The wounded officer, Orlando Adorno, a seven-year NYPD veteran, was struck in the right foot. His fellow officers rushed him to Kings County Hospital in a squad car. He was treated and quickly released.

The gunman was wounded in a shootout with other officers. He was arrested and taken to Brookdale University Hospital.

The scary shooting shook up New Yorkers, none more than Adorno’s wife, Michelle.

“I lived everyone’s worst nightmare today getting the call and being picked up by a squad car rushed to the hospital full lights blaring,” the relieved wife tweeted hours after the incident. “It is unreal and the scrambling with 2 babies unsure if daddy will be ok. Thank God it was not worse.

“Nothing prepares you for that phone call,” she added. “Definitely shaken, but standing.”

Adorno is the 10th NYPD cop shot this year in nine total incidents, according to officials.

“I am deeply grateful for their courage and commitment,” said Police Commissioner Keechant Sewell. “They deserve our respect, and we need your support.”

Adorno received high praise from Mayor Adams, a retired NYPD captain, who met with the wounded officer and his family at the hospital.

“You don’t know what’s going to happen in your tour of duty,” Adams said at a news conference. “Let’s be clear. Because of Officer Adorno and his partner’s actions, we have a dangerous person off our street. We have an illegal gun off our street.”

Adorno’s partner is a rookie who was out on her first day of patrol, cops said.

Authorities said that nearly 7,000 guns have been recovered this year in the city, with about 4,400 gun arrests.

Officials said Wednesday’s shooting stemmed from a domestic dispute that quickly escalated.

Police were responding to a call from a woman who said the suspect, a friend, was in her apartment breaking a wall and refusing to leave.

When cops arrived, the woman and the suspect, Raheen Joye, were outside the building. While cops questioned them, two officers went upstairs to confirm her account of the damage. Police decided to arrest Joye, 41, for criminal mischief, officials said.

“As the officers attempted to place the male in custody, a struggle ensued, a shot was fired, striking our officer in the right foot,” said NYPD Chief of Detectives James Essig.

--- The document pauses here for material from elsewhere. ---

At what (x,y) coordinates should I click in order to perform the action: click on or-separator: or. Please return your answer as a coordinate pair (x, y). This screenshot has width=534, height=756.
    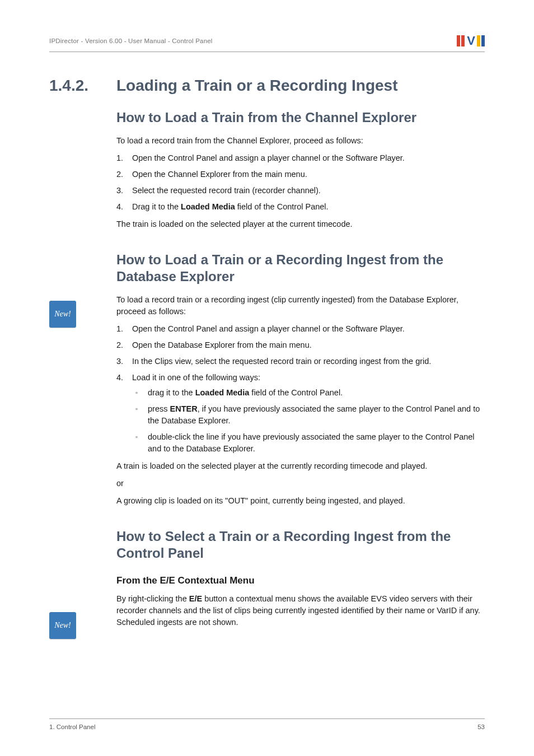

Body camera footage from the incident shows what happened, according to a police source.

“You’re getting arrested,” an officer tells Joye, according to the source.

“I’m getting arrested? I’m getting arrested?” he responds.

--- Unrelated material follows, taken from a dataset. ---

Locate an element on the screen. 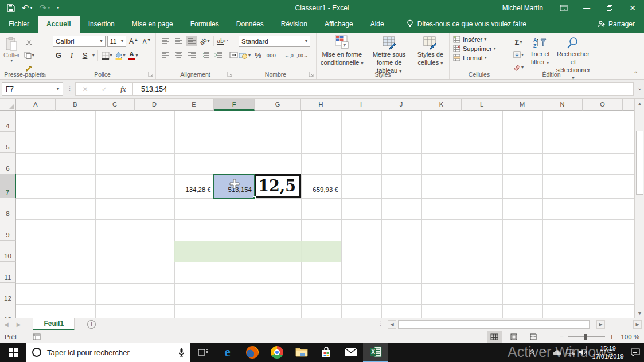 The image size is (644, 362). zoom-in-button: + is located at coordinates (612, 337).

He can then be seen backing up and twisting his body as cops try to arrest him by grabbing his arms, according to the source’s account. Then a shot is fired.

“I’m shot!” Adorno says. “I’m shot! F--k!”

Cops said the gunman ran off with police in hot pursuit.

“Shots were exchanged, and our perpetrator was struck two times in [the] left thigh,” Essig said.

Cops recovered the gunman’s weapon at the scene, a turquoise-colored 9-mm. pistol.

Sources say Joye has several sealed arrests in New York and has been arrested several times in Georgia.

The NYPD was reaching out Wednesday to Georgia police to learn more about his criminal past.

Adorno was wheeled out of the hospital several hours later and fist-bumped John Chell, the NYPD’s chief of patrol.

“We cannot allow violence toward police officers to become normalized,” said Police Benevolent Association President Patrick Lynch. “Now, we expect, and the citizens should demand, that the rest of the criminal justice [system] do their job like the New York City Police Department has done ours.”